All that losing should have netted them some spectacular young talent, but their drafting and talent retention have been as spotty as their on-court play.
Yes, they have added Alex Sarr and Tre Johnson with top-10 picks in the past two drafts, but they also struck out with Troy Brown Jr. in 2018 (10 picks before Orlando selected Moritz Wagner); Corey Kispert in 2019 (one pick before Houston ended up with Alperin Sengun); and Johnny Davis in 2022 (two picks before Jalen Duren landed in Detroit).
Yes, hindsight is 20/20, but arguably Washington’s two best selections in that span (Rui Hachimura in 2019 and Deni Avdija in 2020) are now excelling elsewhere.
Die-hard Wizards fans (if there are any remaining) will insist that the team narrowly missed out on the No. 1 pick and the opportunity to draft Victor Wembanyana in 2023 and Cooper Flagg last summer because the NBA lottery’s ping-pong balls didn’t quite fall their way.
Which brings us to this year’s lottery, which will be held Sunday afternoon and might be their last chance for a franchise-altering break (other than assembling and coaching up a talented roster). It’s not great when you’re counting on luck to overcome your shortcomings.

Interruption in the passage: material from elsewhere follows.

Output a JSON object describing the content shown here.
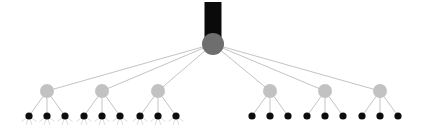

Because they had the NBA’s worst record (17-65), the Wizards have as good a shot at anyone at the No. 1 pick in a draft that most analysts consider as deep and talented as any in recent years. They, Indiana and Brooklyn all have a 14 percent chance of choosing first and a 52 percent shot at landing in the top four.

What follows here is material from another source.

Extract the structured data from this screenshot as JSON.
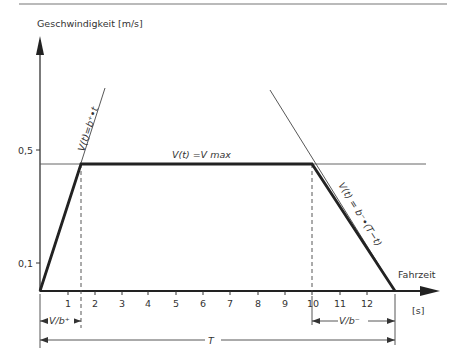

That’s important, because experts point to at least four candidates whose immediate impact should be greater than anyone currently on Washington’s roster: forwards AJ Dybantsa (BYU), Cameron Boozer (Duke) and Caleb Wilson (North Carolina), along with Kansas guard Darryn Peterson.

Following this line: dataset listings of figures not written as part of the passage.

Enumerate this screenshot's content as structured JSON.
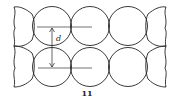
{
  "figure": {
    "caption": "11",
    "dimension_label": "d",
    "rows": 2,
    "full_circles_per_row": 3,
    "partial_arcs": [
      "left",
      "right"
    ],
    "stroke_color": "#222222"
  }
}
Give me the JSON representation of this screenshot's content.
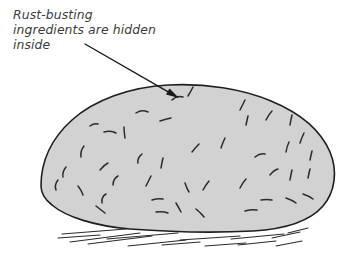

At 6-foot-9, Dybantsa seems to have the highest ceiling, and he’d be my choice if I had the No. 1 pick. He’s not as tall as Kevin Durant, but he plays with a similarly smooth style and the ability to shoot (and make) from almost anywhere.
ACC fans got to see a lot of Duke’s Boozer and UNC’s Wilson and had to like what they saw. Boozer is polished and versatile, if not quite as athletic as the other three, and could be even better than his father Carlos, who played in the NBA for a decade. Wilson, whose season ended prematurely due to a broken thumb, is 6-10 with long arms and could be another Bam Adebajo (who dropped 83 on the Wizards this season).
Peterson is the trickiest of the four. He arrived at Kansas as the presumptive No. 1 pick, but missed nine games and left several others early due to cramping that he now attributes to high doses of creatine. He may be the most talented candidate, but if you can’t stay healthy for one 35-game college season, what will you do over 82 annual games in the pros? Zion Williamson has proven that you’re not much good to your team on the bench in street clothes.
On paper, at least, any of those four would represent a significant upgrade for a team that’s not even on any top-tier free agent’s radar right now and that allowed an atrocious 125 points per game this season. (In a recent anonymous player survey, The Athletic asked which NBA head coach impressed them the least. “I don’t even know who’s coaching the Wizards, but whoever coaches the Wizards,” one player said. If you don’t know, either, don’t kick yourself. It’s Brian Keefe.)
It’s even more important than ever for Washington to upgrade its roster in this draft, because the NBA finally claims to be getting serious about combatting tanking. And the Wizards have prioritized losing every bit as much as the Washington Generals, the Harlem Globetrotters’ longtime foils. (Fat lot of good it’s done them.)
Even if they don’t get a top-four pick, there are other promising players available: guards Kingston Flemings (Houston), Darius Acuff Jr. (Arkansas) and Keaton Wagler (Illinois). But would the Wizards’ decades of dysfunction rub off on one of them as well?
Perhaps adding Dybantsa or Williams would enhance the development of Sarr and Johnson. It might excite Trae Young into playing hard for his new team and convince Anthony Davis to stay in D.C. rather than demanding a trade. (If you’re counting on the mercurial, defense-averse Young or the aging, injury-prone, disinterested Davis to put you over the top, that’s another big leap of faith. They were both available for a reason.)
First, though, the Wizards have to luck into a high pick, then use it wisely, then develop that player into a productive professional. That’s a pretty long to-do list for a team that’s failed spectacularly at each of those tasks for going on half a century.
But hope springs eternal. In an effort to boost their odds, the Wizards are sending John Wall (their last No. 1 overall pick, in 2010) to Chicago to represent them. He never got them past the conference semifinals as a player, but he’s hoping to bring them luck.
That’s about all they have right now. Keep your fingers crossed.